The October trade deficit has widened to a three-year high to $14.02 billion from $8.98 billion in September, while Oil imports rose by more than 27% as compared to the previous fiscal, the government data showed. The fall in total exports by 1.1% year-on-year to $23.10 billion and rise in total imports by 7.6% at $37.12 billion widened the trade deficit even further to $14.02 billion up from $8.98 billion in September and $11.13 billion last year.
The rising oil imports come at a time when the international crude oil prices are surging each day, pushing even fuel prices at home higher. The jewellery imports rose by 24.5% in October to $2.31 billion, while the non-oil imports were at $27.83 billion up 2.2% year-on-year. Merchandise exports for October fell 1.12 percent from a year ago to $23.1 billion. Goods imports last month were $37.12 billion, a gain of 7.6 percent from a year ago, data from the commerce and industry ministry showed.

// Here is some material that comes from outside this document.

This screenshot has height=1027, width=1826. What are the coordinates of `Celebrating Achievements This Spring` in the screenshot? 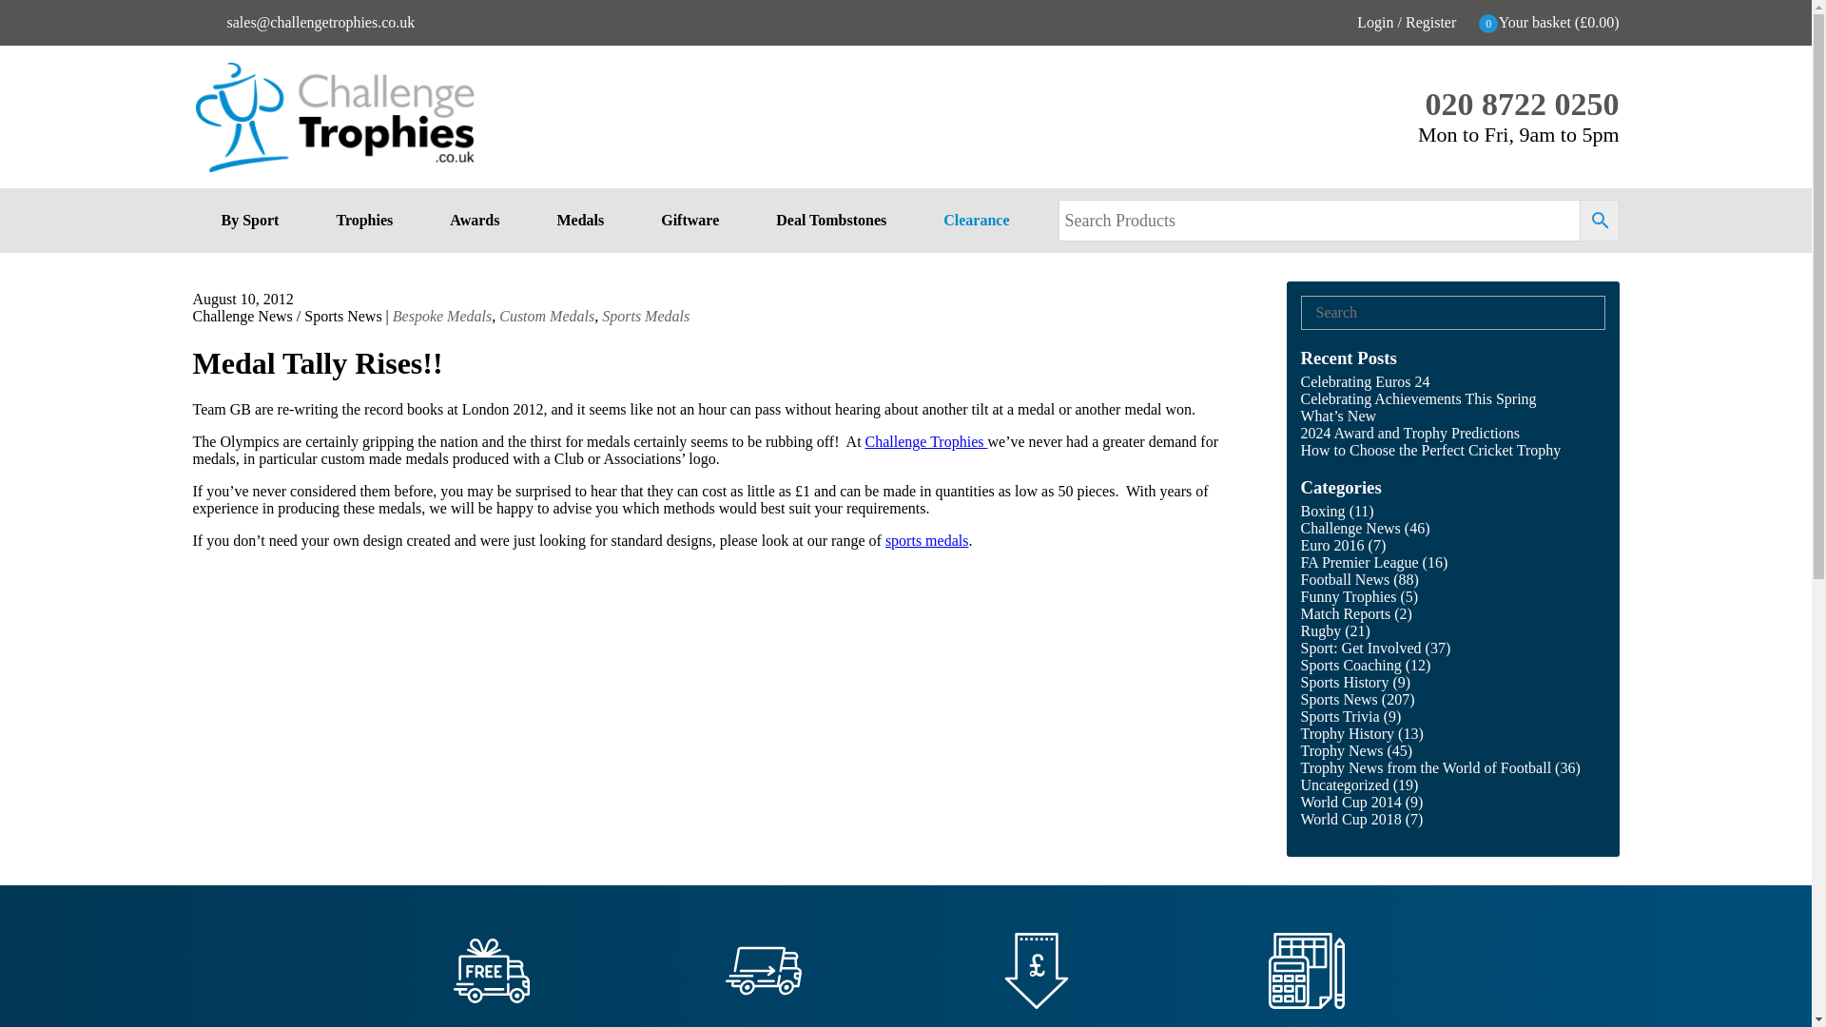 It's located at (1419, 398).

Gold imports dipped by 16% to $2.94 billion last month. Cumulative exports during April-October 2017-18 increased by 9.62% to $170.28 billion, while imports grew by 22.21% to $256.43 billion, leaving a trade deficit of $86.14 billion. In October, petroleum, engineering and chemicals exports grew by 14.74%, 11.77% and 22.29%, respectively. India’s export had soared by 25.67% to $28.61 billion in September, logging its highest growth in last six months on the back of expansion in shipments of chemicals, petroleum and engineering products.